You were proud of your large library and your hard-working group of scribes was continually adding new tomes, with wonderfully decorative lettering and illustrations. However, you only had so much gold and the best scribes weren't cheap, but you had to somehow continue growing your collection of books to keep the bishop happy and outdo other abbots who were vying for influence. So you persevered and did what you could to have the most Biblios by Steve Finn from iello.
Sometimes, older games are the best, especially if they are really well designed and do one or two things exceptionally well. Biblios is such a game. It's now over 14 years old, but it still stands proud among the large number of other modern card games. It cleverly distils a mix of hidden information, card drafting, push-your-luck and bidding into a game that becomes more and more interesting the more you play it. Luckily, it's really easy to explain and plays fairly quickly, so it's no problem playing it several times in one evening and watching how the meta of the game develops amongst your games group.
Biblios is basically divided into two phases.
In the first phase, you take turns drawing a certain number of cards, depending on player count, keeping one of them in your hand, putting another face-down onto the bid pile, which comes into play in the second phase of the game and placing the rest face-up, so that the other players can take one each. You have to draw each card one by one and decide what to do with each card as you draw it. You can only ever keep one card and only ever place one card on the bid pile.
So the decision is tough. The first card you draw may seem pretty good, but if you decide to keep it in your hand, you will kick yourself if you draw a better card later. Sometimes you might want to defer your decision by putting the card on the bid pile and as long as you have enough money in the second phase of the game, the bidding phase, you will still be able to acquire the card.
However, you may also push it too far and end up having to take the last card you're allowed to draw on your turn. You may be lucky or you may not. It's the usual conundrum of push-your-luck games. Chances are, you will get it wrong eventually, but every time it's your turn again and you have to make your decisions again, the tension and the excitement rise. You cross everything and hope for the best.
Of course, there is a lot of luck involved in this phase of the game, but because you decide what to do with each card, it does feel like you have at least some level of control over the luck. It is possible to be really unlucky, but that's where the second phase comes in.
Let me elaborate this a bit further, because the main aim in Biblios is to collect cards of five different colours. Each colour is worth a certain amount of points at the end of the game, recorded by a dice of the same colour. If the values of your cards of a certain colour add up to the highest number compared to all the other players, you get the points that the relevant dice indicates.
The dice all start with the same value, but there are cards that allow you to manipulate them, increasing or decreasing their pip value by one. So if you think your hand is quite strong for certain colours, you will want to increase the dice values of those colours. Of course, other players will see what you're doing and may do their best to lower the values of those dice or they may decide to try and get better cards of that colour, so they end up winning the points at the end.
All of that already happens in the first phase, but it continues in the second phase. That's when you go through the bid pile and you start auctioning off the cards that were placed there during the first phase of the game. If a colour card or a dice manipulation card is up for auction, you spend money cards to bid on them - and that's where I was going when I was talking about having no luck at all in the first phase.
If you end up only ever getting money cards in the first phase of Biblios, then in the second phase you're in a very strong position to outbid everyone and get the cards you want from the bid pile. Of course, the bid pile is likely to contain less powerful cards, but at least in the second half of the game you have a better idea of what colours everyone is going for, so you can choose wisely and still win.
Once all the cards have been auctioned off, everyone reveals their hands and counts the values of their colour cards. The person with the highest value gets the points indicated on the relevant dice and then once that's done, the player with the most points wins. It's pretty simple really.
That alone already makes for a wonderfully exciting and fun game, but Biblios gets even better if you play it multiple times with the same group of people. Now, the meta of the game starts to develop. You may have realized that one player tends to go for money cards in the first phase, to give them a strong hand for the bidding phase. So you now do all you can to stop them from getting those money cards. You will also start to be able to read other people's poker faces as they draw cards and put them either in the bid pile or keep them in their hands. You will know if they got a great card and you can potentially do something about that.
I certainly had a lot of fun playing Biblios with my games group multiple times and even though we played online, I started to see the sort of strategies they were going for and tried to formulate my counter-strategies. I know that I want to get myself a copy of this amazing card game, because I know my family would enjoy playing it. Sure, there is player interaction in the bidding phase, as players will try and artificially increase bids to make others pay over the odds for a good card - but of course, as the group plays the game more, they will get wise to that and will call their bluff.
So, if you want a great card game that plays quickly, is easy to learn and gives you enough to think about and allows a wonderful meta to develop, then Biblios is for you. It certainly is for me.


## PROBLEM TO SOLVE
Give each record below again, without a single difference.

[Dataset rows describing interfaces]
::::::::::

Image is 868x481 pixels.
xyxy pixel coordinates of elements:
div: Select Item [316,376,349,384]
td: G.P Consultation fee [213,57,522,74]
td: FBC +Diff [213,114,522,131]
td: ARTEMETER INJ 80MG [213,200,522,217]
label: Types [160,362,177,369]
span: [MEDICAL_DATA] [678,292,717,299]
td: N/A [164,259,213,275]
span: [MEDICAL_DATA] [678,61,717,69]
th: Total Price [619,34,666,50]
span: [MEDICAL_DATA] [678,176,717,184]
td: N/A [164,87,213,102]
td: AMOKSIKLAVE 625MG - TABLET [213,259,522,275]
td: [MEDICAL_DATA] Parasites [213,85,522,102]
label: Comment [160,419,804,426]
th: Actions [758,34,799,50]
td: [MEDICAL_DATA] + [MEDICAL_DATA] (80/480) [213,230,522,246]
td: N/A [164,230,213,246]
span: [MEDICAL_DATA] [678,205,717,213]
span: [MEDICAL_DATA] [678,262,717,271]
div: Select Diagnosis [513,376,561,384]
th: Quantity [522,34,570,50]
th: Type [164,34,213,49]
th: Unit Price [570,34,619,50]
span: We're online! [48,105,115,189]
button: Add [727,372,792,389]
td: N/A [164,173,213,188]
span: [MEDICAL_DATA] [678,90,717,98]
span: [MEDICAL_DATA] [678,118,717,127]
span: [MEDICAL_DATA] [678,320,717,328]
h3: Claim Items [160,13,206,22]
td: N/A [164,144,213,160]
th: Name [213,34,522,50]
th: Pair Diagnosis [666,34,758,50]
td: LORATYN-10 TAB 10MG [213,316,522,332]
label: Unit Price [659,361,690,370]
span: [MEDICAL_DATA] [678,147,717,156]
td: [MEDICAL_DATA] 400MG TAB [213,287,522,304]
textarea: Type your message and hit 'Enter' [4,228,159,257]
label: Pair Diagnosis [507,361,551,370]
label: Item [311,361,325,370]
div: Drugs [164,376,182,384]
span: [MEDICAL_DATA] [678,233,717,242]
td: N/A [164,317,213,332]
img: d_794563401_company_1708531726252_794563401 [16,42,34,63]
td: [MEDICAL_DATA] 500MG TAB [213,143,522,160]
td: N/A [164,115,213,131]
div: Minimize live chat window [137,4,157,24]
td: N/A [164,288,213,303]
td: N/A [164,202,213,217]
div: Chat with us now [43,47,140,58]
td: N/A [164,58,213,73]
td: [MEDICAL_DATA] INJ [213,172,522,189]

::::::::::

## WRITTEN RESPONSE
Image is 868x481 pixels.
xyxy pixel coordinates of elements:
div: Select Item [316,376,349,384]
td: G.P Consultation fee [213,57,522,74]
td: FBC +Diff [213,114,522,131]
td: ARTEMETER INJ 80MG [213,200,522,217]
label: Types [160,362,177,369]
span: [MEDICAL_DATA] [678,292,717,299]
td: N/A [164,259,213,275]
span: [MEDICAL_DATA] [678,61,717,69]
th: Total Price [619,34,666,50]
span: [MEDICAL_DATA] [678,176,717,184]
td: N/A [164,87,213,102]
td: AMOKSIKLAVE 625MG - TABLET [213,259,522,275]
td: [MEDICAL_DATA] Parasites [213,85,522,102]
label: Comment [160,419,804,426]
th: Actions [758,34,799,50]
td: [MEDICAL_DATA] + [MEDICAL_DATA] (80/480) [213,230,522,246]
td: N/A [164,230,213,246]
span: [MEDICAL_DATA] [678,205,717,213]
span: [MEDICAL_DATA] [678,262,717,271]
div: Select Diagnosis [513,376,561,384]
th: Quantity [522,34,570,50]
th: Type [164,34,213,49]
th: Unit Price [570,34,619,50]
span: We're online! [48,105,115,189]
button: Add [727,372,792,389]
td: N/A [164,173,213,188]
span: [MEDICAL_DATA] [678,90,717,98]
span: [MEDICAL_DATA] [678,118,717,127]
span: [MEDICAL_DATA] [678,320,717,328]
h3: Claim Items [160,13,206,22]
td: N/A [164,144,213,160]
th: Name [213,34,522,50]
th: Pair Diagnosis [666,34,758,50]
td: LORATYN-10 TAB 10MG [213,316,522,332]
label: Unit Price [659,361,690,370]
span: [MEDICAL_DATA] [678,147,717,156]
td: [MEDICAL_DATA] 400MG TAB [213,287,522,304]
textarea: Type your message and hit 'Enter' [4,228,159,257]
label: Pair Diagnosis [507,361,551,370]
label: Item [311,361,325,370]
div: Drugs [164,376,182,384]
span: [MEDICAL_DATA] [678,233,717,242]
td: N/A [164,317,213,332]
img: d_794563401_company_1708531726252_794563401 [16,42,34,63]
td: [MEDICAL_DATA] 500MG TAB [213,143,522,160]
td: N/A [164,115,213,131]
div: Minimize live chat window [137,4,157,24]
td: N/A [164,288,213,303]
td: N/A [164,202,213,217]
div: Chat with us now [43,47,140,58]
td: N/A [164,58,213,73]
td: [MEDICAL_DATA] INJ [213,172,522,189]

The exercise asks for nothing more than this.